President Biden on Friday awarded national medals to five Nashville police officers and seven U.S. Army veterans honoring their brave actions.
Officers who responded to a deadly school shooting in 2023 were among eight recipients of the Medal of Valor, the nation’s highest award for valor given by public safety officials. The president said he presented the award in recognition of police officers’ selfless actions in saving or protecting lives.
“They saved children. They saved people in serious distress,” Biden told reporters after an Oval Office event closed to the public. “They literally put their lives at risk. Some of them were at a point where they wondered how they could have had that courage.”
Late Friday, President Biden read the names of seven recipients of the Medal of Honor, the military’s highest decoration, and solemnly observed his final announcement as commander-in-chief.

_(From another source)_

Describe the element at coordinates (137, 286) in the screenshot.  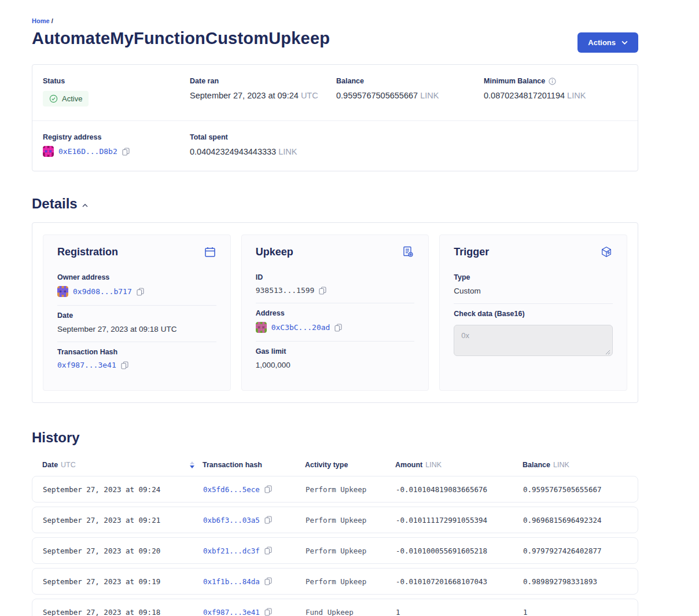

“These are the true core heroes. “Heroes of different classes, different positions and even different generations, but they are all heroes who go above and beyond the call of duty,” he said.
Six of them were honored posthumously, with relatives receiving medals on their behalf. This included five Korean War veterans. Bruno R. Orig, Pfc. Corporal Wataru Nakamura Fred B. McGee Privates Charles R. Johnson and Richard E. Cavazos (then Lieutenant) and Vietnam War veteran Hugh R. Nelson Jr.

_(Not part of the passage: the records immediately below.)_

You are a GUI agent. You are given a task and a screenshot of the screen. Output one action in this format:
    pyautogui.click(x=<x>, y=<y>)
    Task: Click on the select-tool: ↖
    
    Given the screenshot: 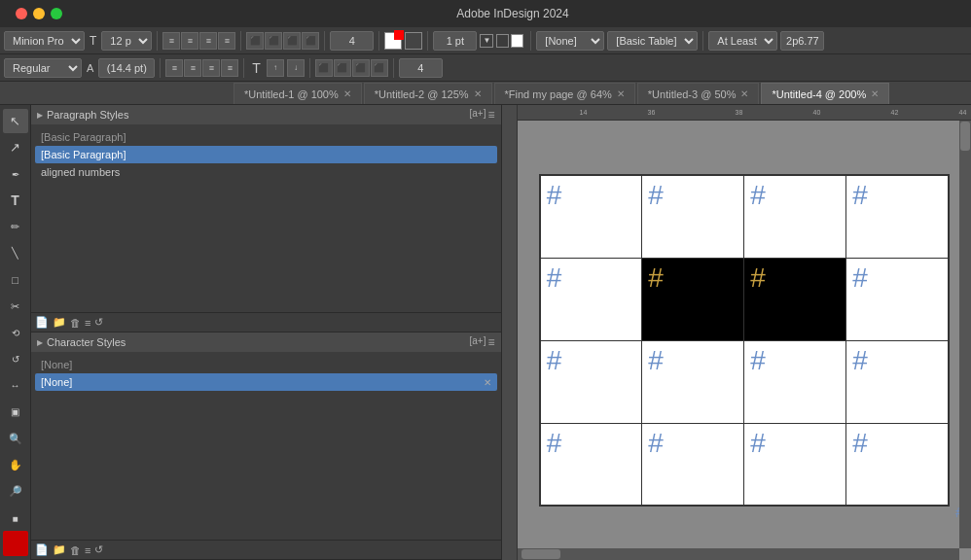 What is the action you would take?
    pyautogui.click(x=16, y=121)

The crowd stood and applauded when the only living recipient, Specialist Class 4 Kenneth J. David, received his medal from Mr. Biden.

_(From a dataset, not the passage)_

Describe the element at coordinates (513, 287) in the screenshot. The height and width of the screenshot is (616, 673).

The officers who received medals of valor on Friday were part of a group that rushed to Covenant School, a private Christian school in Nashville, minutes after the school’s first 911 call in March 2023. Three 9-year-old students and three staff members were killed in the shooting.
Law enforcement officers, families and staff at the school praised the police department’s response, which stopped further massacres. Body camera footage shows officers quickly rushing to the school to confront the assailant, killing him about 14 minutes after the first report.
Some of the officers were assigned to a station near the school, while others happened to be in the area and responded to the call.
Speaking with reporters after the shooting, Sgt. “Our job is to run toward it,” said Jeff Mattis, one of the officers, a sentiment the White House emphasized in announcing the winners.
“We all walked over the victim,” he said, detailing what happened. “To this day, I don’t know how we did it morally, but the training began.”
The Medal of Valor is one of several national, state and local recognitions awarded to the group. Families of the surviving students also credited the men with helping their children survive.
“They deserve the world,” said Sarah Shoop Neumann, a parent of a Covenant student who has become an outspoken gun control advocate since the shooting.
Presenting the award was a source of personal pride for Mr. Biden, who as a senator co-sponsored legislation establishing the medal in 2001. He frequently presented awards while serving as Vice President under President Barack Obama.
Mr. Biden awarded two more medals of valor on Friday to Lieutenants Brendan Gaffney and John Vanderstar of the New York Fire Department for rescuing children from burning buildings in separate incidents. The final medal was awarded to Sgt. Tu Tran, a Lincoln, Nebraska, police officer who rescued a drowning woman from a car full of water in February.
Along with medals recognizing their contributions, the president on Friday congratulated recipients of the National Medal of Science and the National Medal of Technology and Innovation for breakthroughs in climate science, medicine and astrophysics.
President Biden awarded the National Medal of Technology to Moderna and Pfizer for their work developing coronavirus vaccines during the pandemic, joining 23 recipients of one of the two awards. and Innovation Organization).